Reasonable and Necessary – NDIS Plan Manager Responsibilities

December 21st, 2022

To date, Plan Managers have had the reasonable and necessary checklists, ensuring that any expenditure:

  1. is related to the participants disability;
  2. assists to meet goals;
  3. encourages community participation;
  4. is effective; and
  5. does not replace other established community supports.

With the release of the NDIS Plan Management guide, Plan Manager responsibilities have been further defined. As a result, Plan Managers are being encouraged to hang up checklists. Focusing instead on implementing what is actually stated in the Individualised Plan (“Plan”). The NDIS Plan Management Guidelines state:

“A Plan Manager, or Support Coordinator does not extend to determining whether supports or services which have been purchased are ‘reasonable and necessary’.” Reasonable and necessary is solely determined by the NDIS delegate and has been decided and documented in the Plan.

What does this mean for Plan Managers and Participants?

Only the plan determines if expenditure is allowable.  Firstly, if it is not in the Plan, then it is not allowed. Secondly, a participant or any third party cannot use the reasonable and necessary test to make it allowable.

As a result, Plan Managers have a responsibility to ensure that a participants spending is in accordance with the plan wording, and stated:

  1. generally in the plans Core funding showing a clear link to goals
  2. specifically in the participant’s plan (stated supports),
  3. within price limits from the NDIS price guide

A plan manager cannot approve payment from plan funds for supports and services that are excluded by NDIS, or that exceed the NDIS price limits. In addition, NDIS Plans will never pay for expenditure that:

  • is not linked to a disability;
  • replace supports that would usually be provided by family or friends;
  • include supports provided by other government agencies (for example, dental, health or hospital services); and
  • include any gap fees for Medicare.

Plan Managers will communicate to Participants expenditures that cannot be paid. Subsequently, where there is uncertainty, advice needs to be sought by the Local Area Coordinator or NDIS planner.

Plan Managers do not:

  • determine what is reasonable and necessary
  • decide what supports a person can access

Plan Managers do:

  • ensure the plan is implemented as intended, within budget and in accordance with the plan
  • enforce the price guide
  • support people to understand their plan and the rules around how it can be spent
  • not participate in fraud or the misuse of funds

READ MORE:

What Makes A Good NDIS Plan Manager

What to look for in selecting a Plan Manager

Ross McDonald

Ross is the CEO and founder of Capital Guardians. He has an extensive career in financial management and tech solutions development. Having first created Capital Guardians as a solution for aged care over a decade ago, so his expertise in payments and invoicing for people in protected settings is second to none.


ACTIVITY: Gather every line in the records below that contains the word "tick".

Excerpts from a figure dataset:
—————

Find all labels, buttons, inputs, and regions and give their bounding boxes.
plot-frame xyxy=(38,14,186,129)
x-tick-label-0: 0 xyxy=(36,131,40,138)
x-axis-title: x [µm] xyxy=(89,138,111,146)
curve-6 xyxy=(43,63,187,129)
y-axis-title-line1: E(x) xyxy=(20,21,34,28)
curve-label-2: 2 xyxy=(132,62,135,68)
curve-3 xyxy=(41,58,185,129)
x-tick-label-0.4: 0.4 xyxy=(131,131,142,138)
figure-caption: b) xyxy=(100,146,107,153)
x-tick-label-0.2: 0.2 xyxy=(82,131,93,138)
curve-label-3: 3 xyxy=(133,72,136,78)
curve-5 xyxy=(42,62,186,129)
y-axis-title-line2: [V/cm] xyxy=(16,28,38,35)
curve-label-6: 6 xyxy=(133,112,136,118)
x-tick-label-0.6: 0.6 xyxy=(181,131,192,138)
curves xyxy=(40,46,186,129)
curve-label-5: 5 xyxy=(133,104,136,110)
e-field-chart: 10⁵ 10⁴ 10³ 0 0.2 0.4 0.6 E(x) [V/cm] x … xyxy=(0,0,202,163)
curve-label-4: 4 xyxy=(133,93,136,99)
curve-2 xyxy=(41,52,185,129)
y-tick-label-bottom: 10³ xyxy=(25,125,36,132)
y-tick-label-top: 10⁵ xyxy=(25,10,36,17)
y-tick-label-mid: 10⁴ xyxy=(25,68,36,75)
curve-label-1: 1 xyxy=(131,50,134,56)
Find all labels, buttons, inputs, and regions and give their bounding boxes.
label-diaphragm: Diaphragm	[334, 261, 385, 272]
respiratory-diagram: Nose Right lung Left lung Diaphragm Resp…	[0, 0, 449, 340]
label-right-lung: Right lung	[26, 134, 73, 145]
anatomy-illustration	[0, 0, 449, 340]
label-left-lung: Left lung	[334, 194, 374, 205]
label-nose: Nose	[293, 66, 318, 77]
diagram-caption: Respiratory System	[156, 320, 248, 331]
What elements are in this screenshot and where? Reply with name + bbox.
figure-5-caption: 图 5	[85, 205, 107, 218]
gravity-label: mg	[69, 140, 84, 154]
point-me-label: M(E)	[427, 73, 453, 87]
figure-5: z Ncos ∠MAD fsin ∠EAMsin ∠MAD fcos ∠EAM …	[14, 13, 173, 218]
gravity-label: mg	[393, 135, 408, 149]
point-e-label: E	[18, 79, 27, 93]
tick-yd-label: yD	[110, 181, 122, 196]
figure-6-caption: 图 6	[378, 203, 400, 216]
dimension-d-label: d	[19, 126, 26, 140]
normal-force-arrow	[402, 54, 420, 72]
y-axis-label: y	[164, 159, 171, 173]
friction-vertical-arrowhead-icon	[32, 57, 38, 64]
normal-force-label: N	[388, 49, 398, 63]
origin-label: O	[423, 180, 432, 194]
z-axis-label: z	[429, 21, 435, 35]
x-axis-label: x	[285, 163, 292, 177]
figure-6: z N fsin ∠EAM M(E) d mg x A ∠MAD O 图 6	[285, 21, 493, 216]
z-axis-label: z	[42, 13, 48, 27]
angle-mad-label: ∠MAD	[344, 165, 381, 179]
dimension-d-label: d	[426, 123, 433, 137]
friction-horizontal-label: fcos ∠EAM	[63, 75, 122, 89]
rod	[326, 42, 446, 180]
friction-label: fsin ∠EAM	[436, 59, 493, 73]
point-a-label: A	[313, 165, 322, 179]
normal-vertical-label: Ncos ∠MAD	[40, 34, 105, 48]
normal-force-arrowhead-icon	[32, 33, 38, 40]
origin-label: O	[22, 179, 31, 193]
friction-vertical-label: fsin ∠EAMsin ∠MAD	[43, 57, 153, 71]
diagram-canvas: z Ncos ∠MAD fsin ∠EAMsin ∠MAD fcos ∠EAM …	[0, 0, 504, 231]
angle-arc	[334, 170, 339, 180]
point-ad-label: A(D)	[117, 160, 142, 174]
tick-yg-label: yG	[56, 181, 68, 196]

—————

OUTPUT FOR THIS EXERCISE:
x-tick-label-0: 0 xyxy=(36,131,40,138)
x-tick-label-0.4: 0.4 xyxy=(131,131,142,138)
x-tick-label-0.2: 0.2 xyxy=(82,131,93,138)
x-tick-label-0.6: 0.6 xyxy=(181,131,192,138)
y-tick-label-bottom: 10³ xyxy=(25,125,36,132)
y-tick-label-top: 10⁵ xyxy=(25,10,36,17)
y-tick-label-mid: 10⁴ xyxy=(25,68,36,75)
tick-yd-label: yD	[110, 181, 122, 196]
tick-yg-label: yG	[56, 181, 68, 196]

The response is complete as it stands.